Heart Disease Health Center
This article is from the WebMD News Archive
Common Drugs Lower Heart Disease Deaths
Sept. 3, 2003 -- Taking an often-prescribed drug for high blood pressure can help people with heart disease reduce their risk of dying by 20% -- even those with mild heart disease.
So concludes a major new study that estimates that the addition of a daily ACE inhibitor to other heart disease treatments such as aspirin, cholesterol-lowering statins, and beta-blockers could save the lives of one of every 50 heart patients and prevent 250,000 heart attacks each year in the U.S.
"This is one of those trials that comes along every few years that really helps define medical practice," says Robert O. Bonow, MD, chief of cardiology at Northwestern Memorial Hospital in Chicago and immediate past president of the American Heart Association.

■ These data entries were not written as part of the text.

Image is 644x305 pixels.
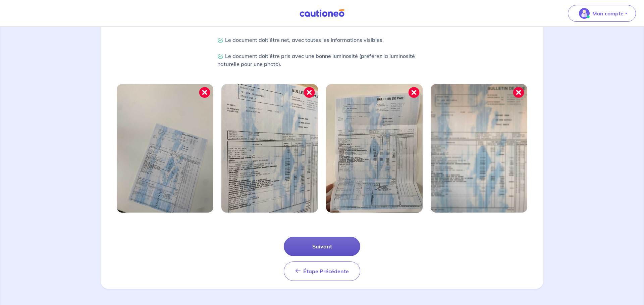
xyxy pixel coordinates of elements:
[579,8,589,19] img: illu_account_valid_menu.svg
[217,54,223,60] img: Check
[430,85,527,213] img: Image mal cadrée 4
[117,85,213,213] img: Image mal cadrée 1
[592,9,623,17] p: Mon compte
[297,9,347,17] img: Cautioneo
[283,262,360,281] button: Étape Précédente
[283,237,360,256] button: Suivant
[303,269,349,275] span: Étape Précédente
[217,37,223,44] img: Check
[326,85,423,213] img: Image mal cadrée 3
[221,85,317,213] img: Image mal cadrée 2
[217,36,426,68] p: Le document doit être net, avec toutes les informations visibles. Le document doit être pris avec...
[568,5,636,22] button: illu_account_valid_menu.svgMon compte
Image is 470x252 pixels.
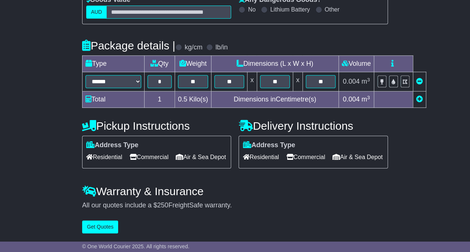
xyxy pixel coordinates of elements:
[86,141,139,150] label: Address Type
[82,39,176,52] h4: Package details |
[144,91,175,108] td: 1
[82,185,388,197] h4: Warranty & Insurance
[216,44,228,52] label: lb/in
[243,141,295,150] label: Address Type
[343,78,360,85] span: 0.004
[178,96,187,103] span: 0.5
[333,151,383,163] span: Air & Sea Depot
[243,151,279,163] span: Residential
[417,96,423,103] a: Add new item
[367,77,370,83] sup: 3
[293,72,303,91] td: x
[86,6,107,19] label: AUD
[175,91,211,108] td: Kilo(s)
[239,120,388,132] h4: Delivery Instructions
[175,56,211,72] td: Weight
[82,91,144,108] td: Total
[362,78,370,85] span: m
[367,95,370,100] sup: 3
[82,221,119,234] button: Get Quotes
[130,151,168,163] span: Commercial
[82,120,232,132] h4: Pickup Instructions
[339,56,374,72] td: Volume
[82,244,190,250] span: © One World Courier 2025. All rights reserved.
[176,151,226,163] span: Air & Sea Depot
[144,56,175,72] td: Qty
[82,56,144,72] td: Type
[325,6,340,13] label: Other
[362,96,370,103] span: m
[248,6,256,13] label: No
[270,6,310,13] label: Lithium Battery
[287,151,325,163] span: Commercial
[417,78,423,85] a: Remove this item
[157,202,168,209] span: 250
[211,56,339,72] td: Dimensions (L x W x H)
[86,151,122,163] span: Residential
[211,91,339,108] td: Dimensions in Centimetre(s)
[343,96,360,103] span: 0.004
[82,202,388,210] div: All our quotes include a $ FreightSafe warranty.
[247,72,257,91] td: x
[185,44,203,52] label: kg/cm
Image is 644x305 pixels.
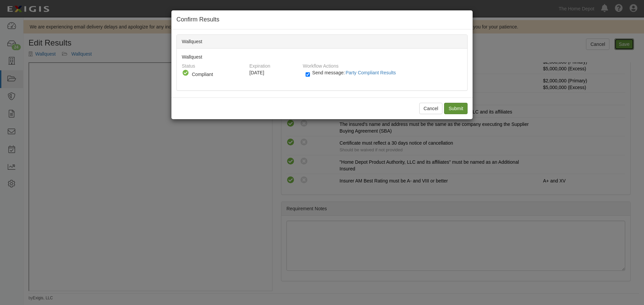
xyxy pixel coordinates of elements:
div: Wallquest [177,35,467,48]
div: Wallquest [177,48,467,91]
input: Submit [443,103,467,114]
i: Compliant [182,69,189,77]
span: Send message: [312,70,398,75]
input: Send message:Party Compliant Results [305,71,310,78]
h4: Confirm Results [177,16,467,24]
span: Party Compliant Results [346,70,396,75]
label: Workflow Actions [303,60,339,69]
div: Compliant [192,71,242,78]
button: Cancel [419,103,443,114]
div: [DATE] [250,69,297,76]
button: Send message: [345,68,398,77]
label: Status [182,60,196,69]
label: Expiration [250,60,271,69]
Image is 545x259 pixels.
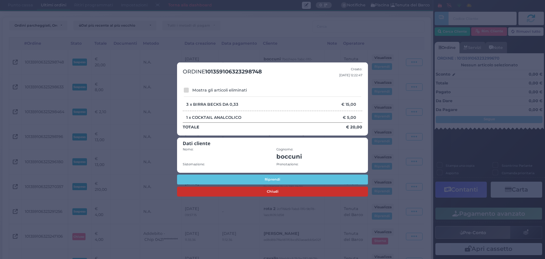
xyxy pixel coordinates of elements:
[205,68,262,75] strong: 101359106323298748
[183,140,210,146] b: Dati cliente
[177,174,368,184] button: Riprendi
[192,87,247,93] label: Mostra gli articoli eliminati
[276,147,293,151] small: Cognome:
[302,115,362,120] div: € 5,00
[339,67,362,77] small: Creato: [DATE] 12:22:47
[177,187,368,196] button: Chiudi
[276,162,298,166] small: Prenotazione:
[183,69,262,75] h3: ORDINE
[183,162,205,166] small: Sistemazione:
[183,115,303,120] div: 1 x COCKTAIL ANALCOLICO
[346,124,362,129] b: € 20,00
[302,102,362,107] div: € 15,00
[276,153,302,160] strong: boccuni
[183,102,303,107] div: 3 x BIRRA BECKS DA 0,33
[183,147,193,151] small: Nome:
[183,124,199,129] b: TOTALE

Bonow, who was not involved in the study, tells WebMD that the findings produced by the EUROPA study -- published in this week's Lancet -- should push the popular high blood pressure medications to first-line status in treating varying degrees of heart disease -- from people with stable angina to those who have had a heart attack.
Ace Inhibitors for Everyone?
ACE inhibitors widen the blood vessels to lower blood pressure and increase blood flow. They are already standard heart disease treatment for many patients -- those over age 55, those with heart failure, and others at high risk of dying from complications, such as stroke survivors and those with diabetes or high blood pressure.
But based on this study, which involved more than 12,000 patients from 24 countries, the drugs may soon be recommended for all patients with heart disease no matter how severe.
"Up until now, we've had some tantalizing evidence that ACE inhibitors should be a strong recommendation, but until now, they've been something of a weaker recommendation," he says. "Every patient with coronary disease should be on aspirin, and most on a statin and one could argue, also a beta-blocker. Now, based on this important finding, an ACE inhibitor should be one of the top three or four drugs taken by every patient."
In the study, patients were assigned either a placebo or a daily 8 mg dose of the ACE inhibitor Aceon. The patients were age 18 and older and had different severities of disease but did not have heart failure or seriously high blood pressure.
During the four years of the study, 10% of those on placebo and 8% taking Aceon died from heart disease, had a heart attack, or had to be resuscitated after cardiac arrest. Researchers say that translates to a 20% reduced risk of problems from taking the ACE inhibitor. All patients continued other heart disease treatments, including aspirin, cholesterol-lowering statins, and beta-blockers.
The protective effect from ACE inhibitors was seen in patients with varying levels of heart disease severity regardless of whether they also had high blood pressure, diabetes, or other risk factors.